Construction has always been a three-dimensional activity. While the representation of the intent of construction has been liberated "virtually" into 3D digital models and rotatable 3D representations, accurate physical representations of design intent have been achieved, until only recently, either through the artistry and skill of a scale model-builder or by building full-scale mock-ups of the ideas captured by the design documentation.
But now 3D digital printing offers a third way to go from intent to reality. Like ink-jet printers, 3D printers deposit fine particles on a surface but then keep adding more passes and layers, bonding together the particles with various agents so that, guided by a 3D design file, they accumulate and rise into solid shapes. The process also is referred to as "additive printing." A 3D model printed from a digital design file may be the truest representation that can be achieved of the intended geometry. Unlike actual construction, the model is driven directly from the digital design file, with no teams of trades involved. "There is nothing that has quite the same impact as putting a physical object in front of people that they can touch and turn around," says James P. Barrett, head of integrated building solutions at Turner Construction.
Owners are starting to get that. So are stakeholders and constituents, architects, engineers and subs. Well-made, digitally printed 3D models have authority, and they can have more than a little job-winning charm, too, as some successful bidders have found. For many clients, the models convey a sense of physical relationships that are often difficult to understand from traditional representations. "They see the model, and they just get it," says Barrett. "Virtual is great, but there has to be a physical product—from bytes to atoms."
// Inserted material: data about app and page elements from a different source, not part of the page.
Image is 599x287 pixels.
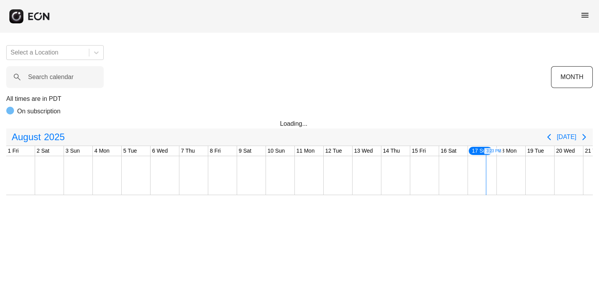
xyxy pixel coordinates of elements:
div: 10 Sun [266,146,286,156]
div: Loading... [280,119,319,129]
div: 5 Tue [122,146,138,156]
div: 4 Mon [93,146,111,156]
div: 19 Tue [525,146,545,156]
button: [DATE] [557,130,576,144]
div: 14 Thu [381,146,401,156]
p: On subscription [17,107,60,116]
button: Next page [576,129,592,145]
button: MONTH [551,66,593,88]
div: 15 Fri [410,146,427,156]
div: 3 Sun [64,146,81,156]
label: Search calendar [28,73,74,82]
div: 7 Thu [179,146,196,156]
div: 8 Fri [208,146,222,156]
span: 2025 [42,129,66,145]
div: 13 Wed [352,146,374,156]
div: 16 Sat [439,146,458,156]
div: 12 Tue [324,146,343,156]
p: All times are in PDT [6,94,593,104]
button: Previous page [541,129,557,145]
div: 17 Sun [468,146,493,156]
span: August [10,129,42,145]
div: 18 Mon [497,146,518,156]
span: menu [580,11,589,20]
div: 20 Wed [554,146,576,156]
div: 2 Sat [35,146,51,156]
div: 9 Sat [237,146,253,156]
div: 1 Fri [6,146,20,156]
button: August2025 [7,129,69,145]
div: 11 Mon [295,146,316,156]
div: 6 Wed [150,146,169,156]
Not only is 3D printing catching on in the market, it is rapidly improving in terms of production speed, materials options, binding agents and scale. But it is the latter that really catches most people's imagination.
Scaling up 3D printing is the subject of research for Behrokh Khoshnevis, professor of industrial and systems engineering and civil and environmental engineering at the University of Southern California, in collaboration with scientists at the National Atmospheric and Space Administration.
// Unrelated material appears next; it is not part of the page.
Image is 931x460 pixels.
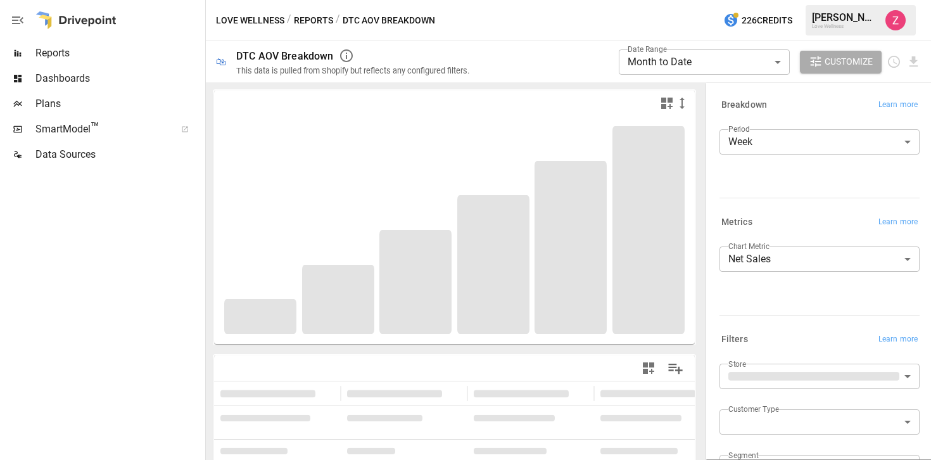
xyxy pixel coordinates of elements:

Khoshnevis serves as the director of the university's Center for Rapid Automated Fabrication Technologies. While working to scale up a computer-guided, rolling-gantry-driven printer system to extrude extremely low-slump concrete according to digital model plans to print buildings, he found himself presenting at the same conference with NASA researchers who were developing technology to build on the Moon and Mars. They have been collaborating ever since.
Khoshnevis was the inventor of a lot of these large-scale printing processes, says Philip T. Metzger, a NASA physicist and manager of its Granular Mechanics and Regolith Operations Laboratory. "We want to adopt what he is doing, along with any solutions we develop, to use existing materials to make concrete on Mars and the Moon," Metzger says. One option is to "laser-sinter the soil without any binder. You heat it almost to the point of melting, and the grains become a little bit soft and weld together. That could save several billion dollars," he says.
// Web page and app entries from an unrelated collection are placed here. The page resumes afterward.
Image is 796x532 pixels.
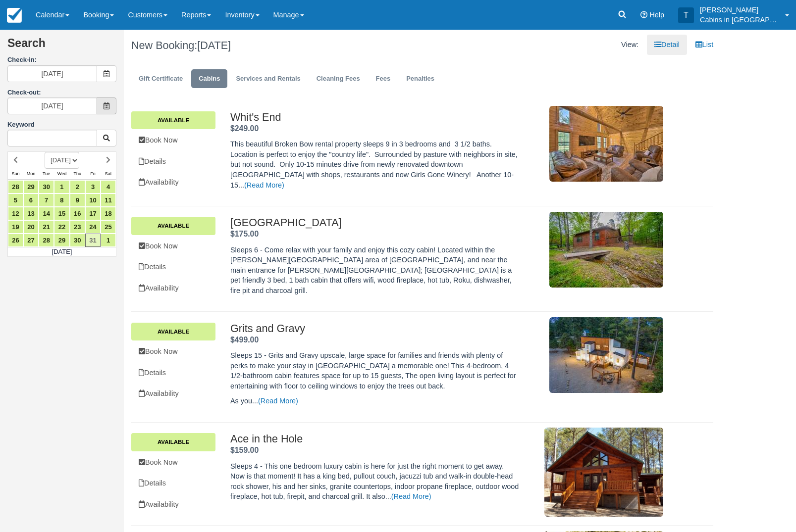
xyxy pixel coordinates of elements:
[100,234,116,247] a: 1
[699,15,779,25] p: Cabins in [GEOGRAPHIC_DATA]
[614,35,645,55] li: View:
[230,446,259,455] strong: Price: $159
[131,257,215,277] a: Details
[230,230,259,238] strong: Price: $175
[549,106,663,181] img: M285-1
[39,207,54,220] a: 14
[131,452,215,473] a: Book Now
[23,207,39,220] a: 13
[398,69,442,89] a: Penalties
[85,234,100,247] a: 31
[8,89,41,96] label: Check-out:
[131,473,215,493] a: Details
[8,120,35,128] label: Keyword
[230,111,519,124] h2: Whit's End
[649,11,664,19] span: Help
[85,169,100,180] th: Fri
[229,69,307,89] a: Services and Rentals
[131,495,215,515] a: Availability
[8,247,117,257] td: [DATE]
[549,212,663,288] img: M255-1
[678,8,693,23] div: T
[69,234,85,247] a: 30
[131,111,215,129] a: Available
[100,194,116,207] a: 11
[7,8,22,23] img: checkfront-main-nav-mini-logo.png
[8,207,23,220] a: 12
[8,194,23,207] a: 5
[39,180,54,194] a: 30
[131,172,215,192] a: Availability
[131,236,215,256] a: Book Now
[230,323,519,335] h2: Grits and Gravy
[54,207,69,220] a: 15
[8,180,23,194] a: 28
[69,220,85,234] a: 23
[544,428,663,517] img: M72-1
[54,194,69,207] a: 8
[100,220,116,234] a: 25
[85,194,100,207] a: 10
[230,351,519,391] p: Sleeps 15 - Grits and Gravy upscale, large space for families and friends with plenty of perks to...
[230,396,519,407] p: As you...
[131,278,215,299] a: Availability
[85,180,100,194] a: 3
[688,35,720,55] a: List
[230,217,519,229] h2: [GEOGRAPHIC_DATA]
[131,384,215,404] a: Availability
[85,207,100,220] a: 17
[85,220,100,234] a: 24
[8,37,117,56] h2: Search
[69,207,85,220] a: 16
[23,194,39,207] a: 6
[131,217,215,235] a: Available
[309,69,368,89] a: Cleaning Fees
[39,234,54,247] a: 28
[230,336,259,344] strong: Price: $499
[230,462,519,502] p: Sleeps 4 - This one bedroom luxury cabin is here for just the right moment to get away. Now is th...
[131,363,215,383] a: Details
[230,139,519,190] p: This beautiful Broken Bow rental property sleeps 9 in 3 bedrooms and 3 1/2 baths. Location is per...
[54,180,69,194] a: 1
[131,342,215,362] a: Book Now
[97,130,117,147] button: Keyword Search
[549,317,663,393] img: M265-1
[131,323,215,341] a: Available
[23,169,39,180] th: Mon
[100,207,116,220] a: 18
[244,181,284,189] a: (Read More)
[23,234,39,247] a: 27
[230,245,519,296] p: Sleeps 6 - Come relax with your family and enjoy this cozy cabin! Located within the [PERSON_NAME...
[131,130,215,151] a: Book Now
[258,397,298,405] a: (Read More)
[191,69,227,89] a: Cabins
[69,194,85,207] a: 9
[647,35,687,55] a: Detail
[197,39,231,52] span: [DATE]
[54,169,69,180] th: Wed
[54,220,69,234] a: 22
[8,234,23,247] a: 26
[391,493,432,500] a: (Read More)
[8,56,117,65] label: Check-in:
[69,169,85,180] th: Thu
[131,69,190,89] a: Gift Certificate
[39,220,54,234] a: 21
[100,169,116,180] th: Sat
[39,194,54,207] a: 7
[100,180,116,194] a: 4
[8,169,23,180] th: Sun
[131,433,215,451] a: Available
[640,12,647,19] i: Help
[699,5,779,15] p: [PERSON_NAME]
[23,180,39,194] a: 29
[23,220,39,234] a: 20
[39,169,54,180] th: Tue
[8,220,23,234] a: 19
[131,39,415,52] h1: New Booking:
[54,234,69,247] a: 29
[230,124,259,133] strong: Price: $249
[230,433,519,446] h2: Ace in the Hole
[131,151,215,172] a: Details
[69,180,85,194] a: 2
Khoshnevis originally was looking at building structures, but building landing pads also is vitally important. "You really can't land a 40- to 50-ton spacecraft on Mars without building a landing pad first. That's the only way of putting humans safely on Mars," Metzger adds.
Khoshnevis' technology would let NASA do just that. "You could have a small vehicle put the robot printer on Mars and another digger that would go get dirt, and they would build for maybe a year," Metzger says. He envisions fitting Khoshnevis' printers with interchangeable heads to switch between sintering, sulpher-based or hydraulic concrete printing.
In addition to the NASA research, Khoshnevis also is doing work on earth-bound printing that he does not have permission to publicize, but he says the goal is to work out all the details for the process from end to end to create a fully reliable system before commercializing it, much less sending it into outer space.